2K views 12 replies 5 participants last post by  ao 
#1 ·
Hi All,

I am looking to make a few "bottles" with just plants in them. However, this means no artificial agitation of water BUT also no regulated temp control so the water will move naturally as the temp changes throughout the day. Will this be enough for plants to survive in terms of water flow? I still plan to dose flourish comprehensive AND flourish excel weekly so nutrients in the water wont be lacking. These are sealed environments for the most part. Emersed plants will not get excel

Will this work? Currently, I'm looking to bottle the following plants:
Crypt parva
Java Fern (emersed)
Moss Ball
Amazon Sword
Rotala Indica
Java Moss
Crypt petchii (I think) (emersed)
Dwarf Subutula

Does anyone know if these will work in a bottled environment?
 
#3 ·
Even in a sealed environment? The tops of the bottles are completely sealed, no gas exchange except when I go in to fertilize or change the water. The bottles are tiny only approx 10 ounces so the excel I dose is less than a drop per bottle due to the strength of the liquid carbon and size of the bottle.
 
#6 ·
I thought about soil, but ended up voting against it because I had tried this previously and the soil was basically nutrition overdose for the bottle and algae went nuts. Trying to clean algae off the side of a bottle with a small opening is a nightmare. Perhaps I should just start dosing excel every other day? Another thought i had was just to take aquarium water every week and use that isntead of dosing nutrients, doing 100% water changes weekly. However, not sure if the crypts can handle that kind of change weekly.
 
#7 ·
I keep plants in bottles with soil under a layer of pea gravel on my windowsill and they do great. I use large juice bottles, small jars, anything. They're sealed, I don't fertilize, and I don't change the water. I have a few snails in the largest jar, and they do great.
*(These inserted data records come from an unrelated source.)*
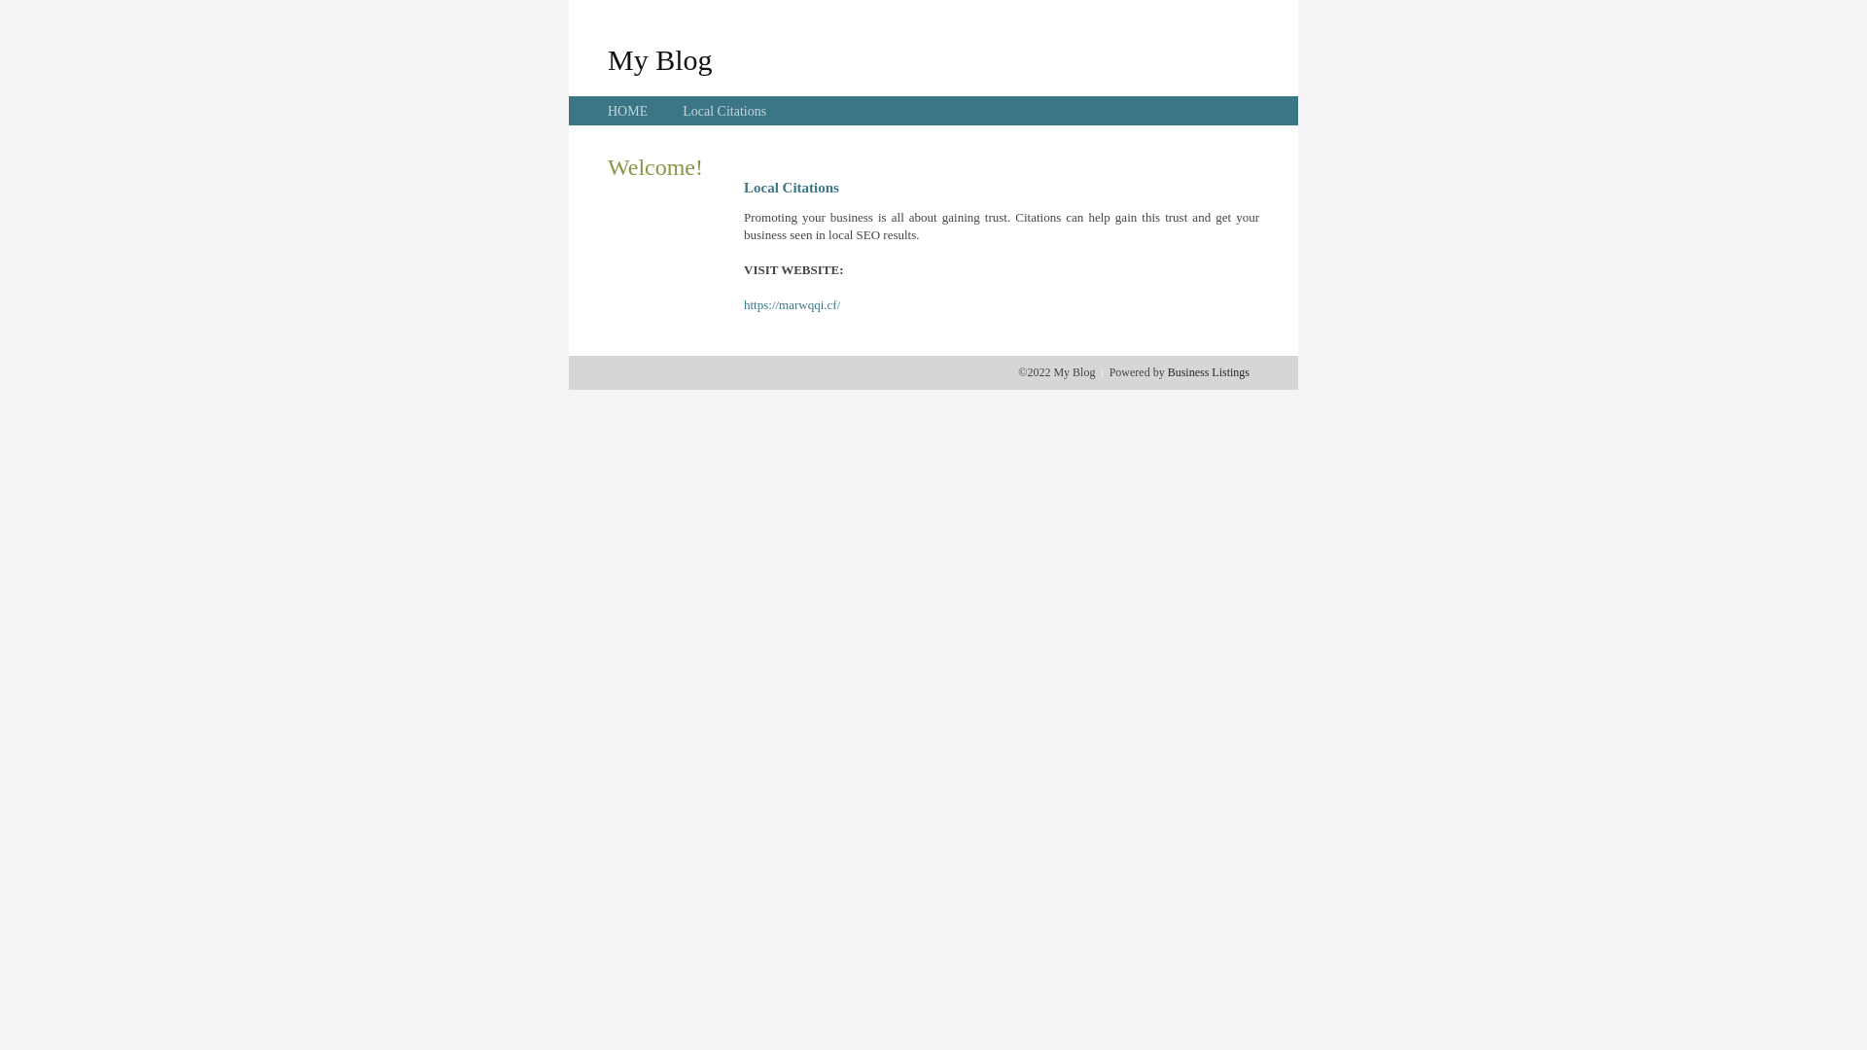  I want to click on Business Listings, so click(1209, 372).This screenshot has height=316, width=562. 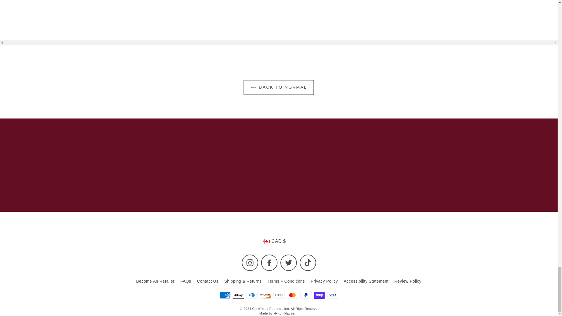 What do you see at coordinates (252, 295) in the screenshot?
I see `Diners Club` at bounding box center [252, 295].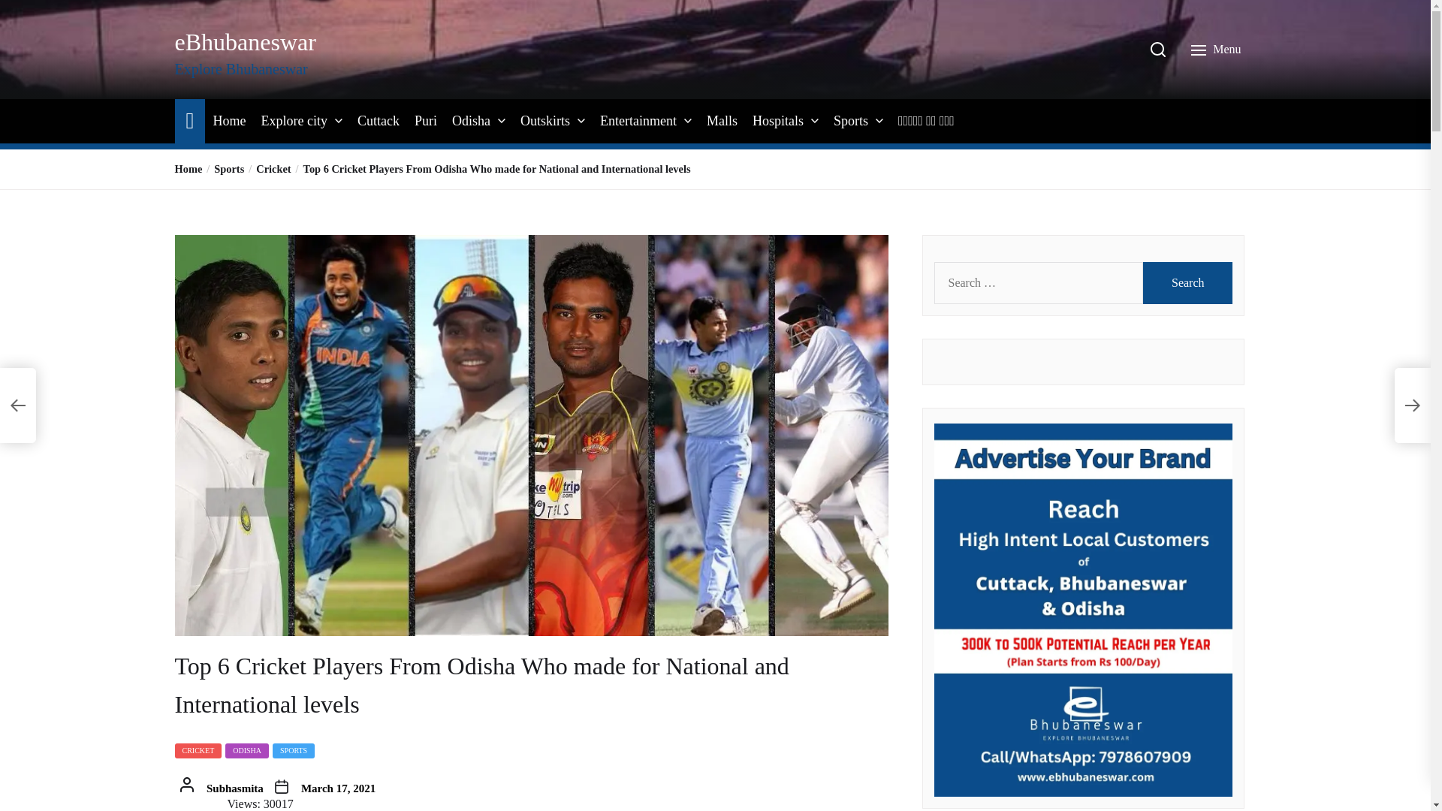 The height and width of the screenshot is (811, 1442). I want to click on eBhubaneswar, so click(245, 42).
I think it depends on the type of plants, also. Slow growers may not do so well, they can't use up all the nutrients fast enough. I grow anacharis/elodea, ludwigia, and hornwort in jars just fine.
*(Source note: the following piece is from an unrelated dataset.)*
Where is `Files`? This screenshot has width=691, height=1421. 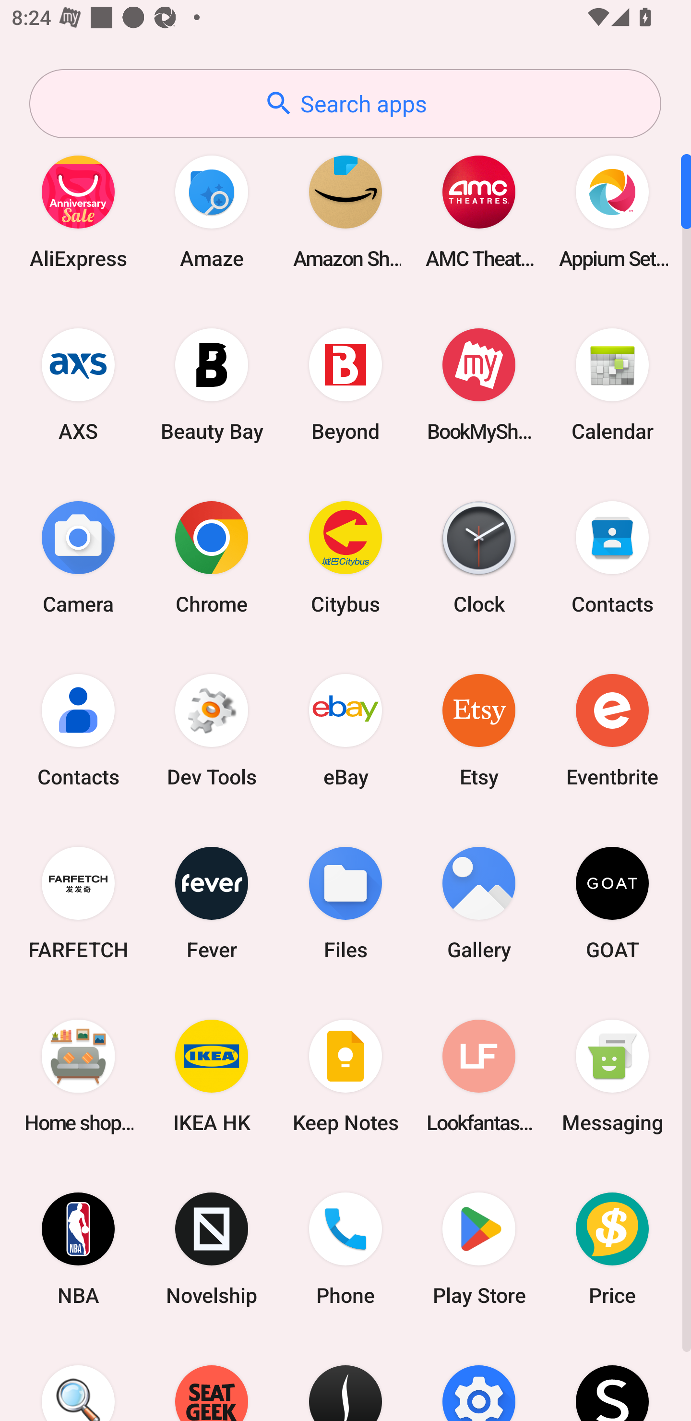 Files is located at coordinates (345, 902).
If you want to grow crypts and the like I'd add a few fast growing stems to prevent algae, and maybe add a small snail.

I also have two one-gallon jars with an amazon sword each, potted water sprite, and a few other plants and the growth is excellent, not even a smidge of algae.
 
#10 ·
Pest snail as in pond snail? I'm actually short on pond snails right now... only got trumpets.

This actually gave me another idea, can I just feed snails in the bottles to generate carbon for the plants?

Is it animal abuse to stick a trumpet snail in such a small space? they're really small, 10 ounce bottles half filled with substrate is a really small amount of leftover open space...
 
#12 ·
Well it was filled with tank water from the start. Then I did a 1/2 drop of flourish comprehensive and 1/2 drop of excel earlier this week. None of them have shown any growth yet. I ended up with a thick substrate because I wanted big healthy root systems for the plants. I'm hoping to start a shrimp tank in the near future and wanted a huge focus on low tech plant growth so I figured strong established roots would be a huge contributing factor to the success of plants in a new setup.